THEORETICAL PERSPECTIVES ON THE DISENGAGEMENT TREND

How do we interpret this shift? Three major IR theories provide a framework for analysis.

A. Neorealism: The Return of Power Politics

Neorealists argue that international institutions are merely reflections of the distribution of power. When the US was the undisputed unipole, it could afford the costs of multilateralism to maintain legitimacy. As the international system transitions toward multipolarity, the US is behaving as a rational actor, abandoning "costly" institutions that it no longer solely controls. In this view, the "death" of the LIO is a natural byproduct of a shifting power balance.

B. Liberal Institutionalism: The Danger of Fragmentation

Liberal institutionalists argue that the US is committing a strategic error. By stepping back, the US is not just weakening "international organizations"; it is weakening the global mechanisms that lower transaction costs, facilitate cooperation, and prevent conflict. When the hegemon abandons the rules-based order, it encourages other powers to disregard these norms, leading to a "Hobbesian" environment where might makes right.

C. Constructivism: The Crisis of Meaning

Constructivists focus on the normative decay. The "liberal" order was held together by shared values—human rights, democracy, and collective security. The turn toward transactionalism signals a loss of belief in these shared values. If the world stops viewing international organizations as vessels for progress and starts viewing them as arenas for zero-sum competition, the very identity of the global order changes.

 

THE RISE OF "MINILATERALISM": EFFICIENCY VS. INCLUSIVITY

As the US disengages from large, inclusive bodies (like parts of the UN system or broad-based trade blocs), it is increasingly pivoting toward "Minilateralism." Coined by scholars like Moises Naim, minilateralism refers to the practice of small, ad-hoc groups of countries coming together to solve specific problems, rather than relying on large, slow, and often gridlocked multilateral forums.

Characteristics of the Minilateral Model

Feature

Multilateralism (Traditional)

Minilateralism (Emerging)

Membership

Broad, inclusive (e.g., UN, WTO)

Small, exclusive (e.g., QUAD, AUKUS)

Goal

Global governance, norms

Problem-solving, functional output

Speed

Slow, consensus-based

Fast, high-stakes coordination

Legitimacy

Derived from universal representation

Derived from functional capability

 

Case Studies in Minilateralism

1.      The QUAD (US, Japan, India, Australia): A maritime-focused security and technology grouping designed to balance regional power dynamics in the Indo-Pacific, bypassing larger regional forums like ASEAN which might be susceptible to broader geopolitical pressure.

2.      AUKUS: A trilateral security pact between Australia, the UK, and the US, prioritizing high-end military technology transfer that would be impossible to coordinate through a broader UN mandate.
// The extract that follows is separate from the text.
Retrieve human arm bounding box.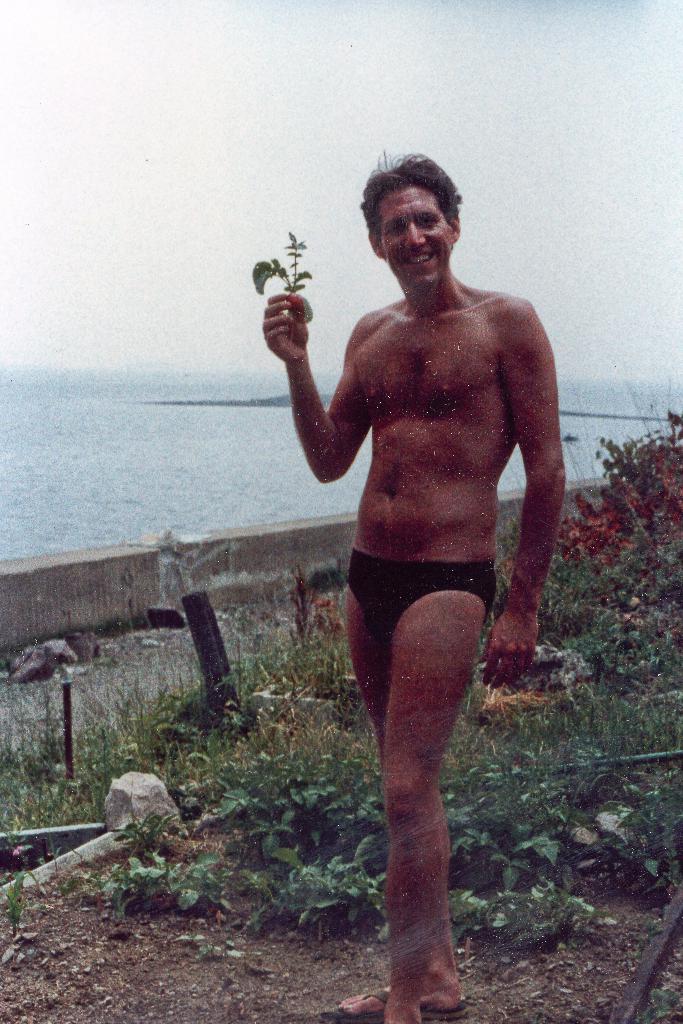
Bounding box: left=475, top=281, right=580, bottom=687.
3.      I2U2 (India, Israel, UAE, US): A grouping focused on specific economic corridors and food security, prioritizing bilateral/trilateral efficiency over global developmental rhetoric.

The Critical Tension

The strength of minilateralism is its efficiency. It allows like-minded states to move quickly. However, its weakness is exclusivity. By bypassing broader institutions, these groupings often leave the Global South behind, creating a perception that global governance is now a "club for the rich and powerful." This risks delegitimizing the global order in the eyes of the majority of the world's population, potentially fueling support for alternative (and often anti-Western) power centers like BRICS+.

 

IMPLICATIONS FOR GLOBAL GOVERNANCE AND THE GLOBAL SOUTH

The US disengagement strategy creates a significant power vacuum. If the US is no longer willing to underwrite the global system, other powers—most notably China—are stepping in to occupy these spaces.
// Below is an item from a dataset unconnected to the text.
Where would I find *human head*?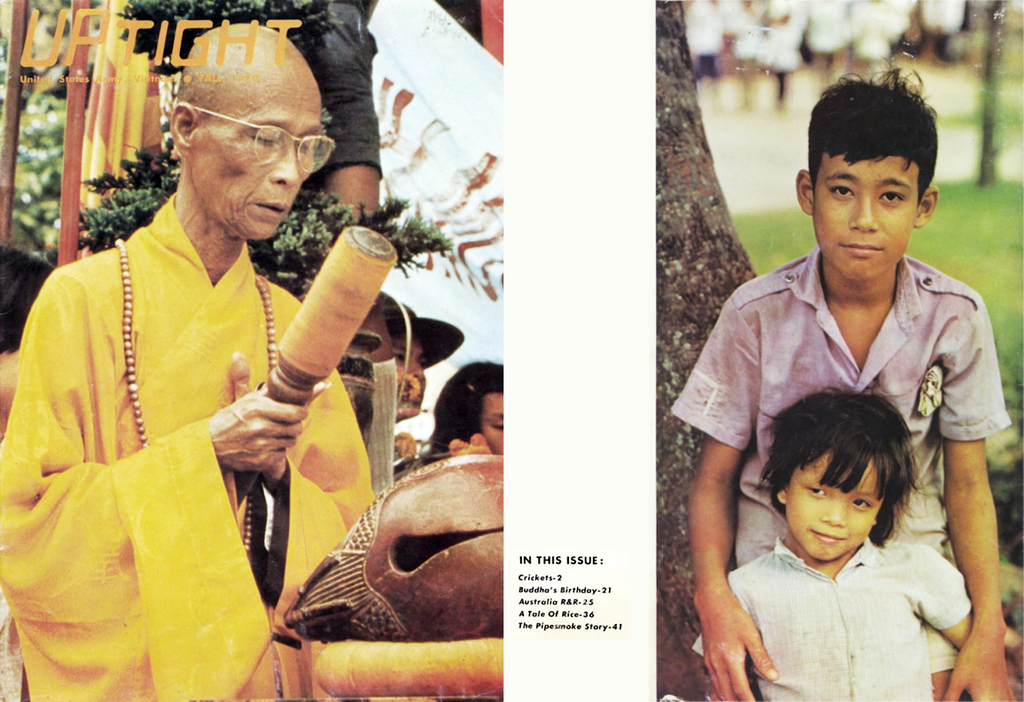
At {"left": 378, "top": 291, "right": 428, "bottom": 421}.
·        Regime Complexity and Fragmentation: We are moving toward a world of "regime complexity," where multiple, overlapping, and competing institutions try to govern the same issues. For example, regarding infrastructure development, we now have the G7's "Partnership for Global Infrastructure and Investment" (PGII) competing with China's "Belt and Road Initiative" (BRI).
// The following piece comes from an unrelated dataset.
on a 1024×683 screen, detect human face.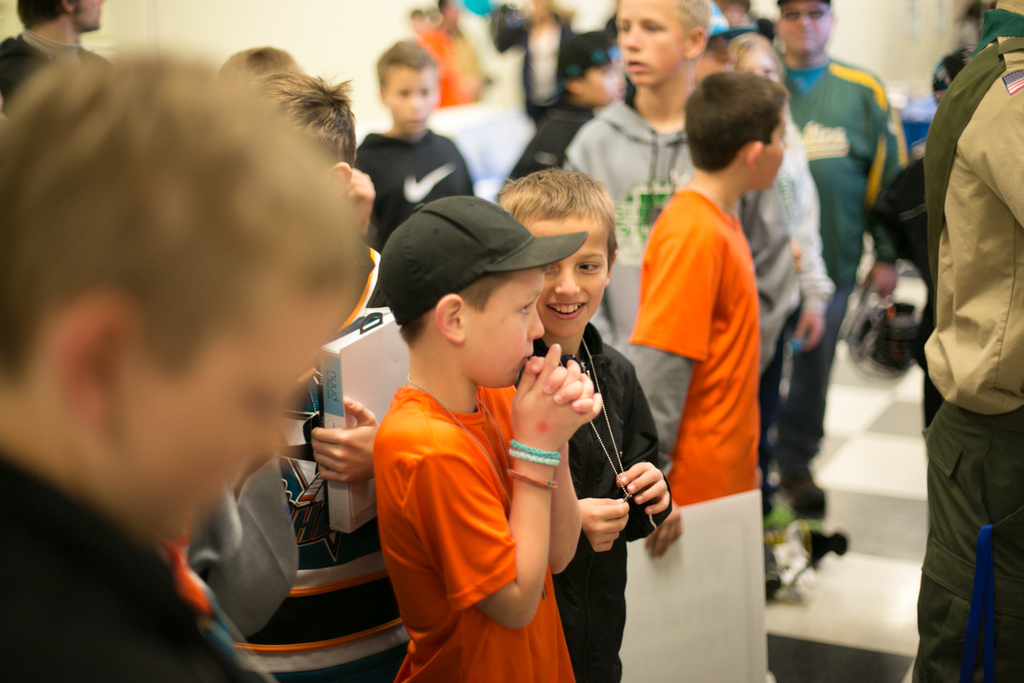
(left=618, top=0, right=692, bottom=85).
·        The Global South’s Agency: Developing nations are increasingly "hedging." They are not necessarily choosing between the US and China; instead, they are engaging in a multi-aligned strategy, taking funding from one and security from the other. This complicates the US goal of binary alignment.

·        The Erosion of Universalism: The post-WWII order was predicated on universalism—the idea that certain rights and rules applied to everyone, everywhere. A move toward "a la carte" multilateralism signals that we are returning to a sphere-of-influence model, where rules apply only within the boundaries of the alliance.

 

A "DEATH" OR A REBIRTH?

Is the world witnessing the death of the liberal international order? The answer depends on how one defines "order."

If "Liberal International Order" is defined as a universal system of inclusive, norm-based governance where the US acts as the primary underwriter, then yes, the order is in a state of terminal decline. The willingness of the US to withdraw from 65+ entities is the final acknowledgment that the post-Cold War dream of universal integration has failed.

However, if we view the world as moving toward a "minilateral" framework, we are not witnessing the death of order, but rather its re-ordering. This new system is more realistic, more efficient, and perhaps more resilient to the paralysis that plagues large organizations like the UN General Assembly. But it is also inherently more volatile. It lacks the institutional "shock absorbers" that prevented conflict in the 20th century.

This is the defining challenge of the 21st century. The transition from inclusivity to efficiency may solve short-term policy problems, but it risks creating a long-term geopolitical deficit. By prioritizing the "a la carte" menu of immediate national interests, the global powers may find that they have collectively dismantled the only table where, when the crisis comes, they can actually sit down and talk.

The challenge ahead is not to restore the dead order of 1945, but to build a new system that reconciles the efficiency of minilateral groupings with the legitimacy that only inclusive, universal institutions can provide. The "a la carte" world is here; the question is whether it can provide a menu that includes stability for everyone, or only for the few.

 

PRACTISE QUESTIONS FOR GS 2 MAINS

1.      “The crisis of multilateralism reflects a deeper structural shift in global power distribution.” Examine in the context of recent trends in global governance.

2.      Critically analyse the implications of the United States’ shift towards “transactional multilateralism” for international institutions and global cooperation.

3.      Discuss the rise of minilateral groupings such as QUAD and AUKUS. How do they challenge the principles of inclusivity and universalism in global governance?

4.      “The Global South is no longer a passive actor but an active hedger in global politics.” Evaluate this statement in light of emerging regime complexity.

PRACTISE QUESTIONS FOR PSIR OPTIONAL

1.      Explain the decline of the Liberal International Order using the lens of Hegemonic Stability Theory. Is the decline inevitable in a multipolar world?

2.      Compare and contrast the interpretations of US disengagement from global institutions by Neorealism, Liberal Institutionalism, and Constructivism.

3.      “Minilateralism represents efficiency at the cost of legitimacy.” Critically evaluate with suitable examples from contemporary international relations.

4.      Analyse whether the current transition signifies the “death” of the Liberal International Order or its transformation into a new form of global order.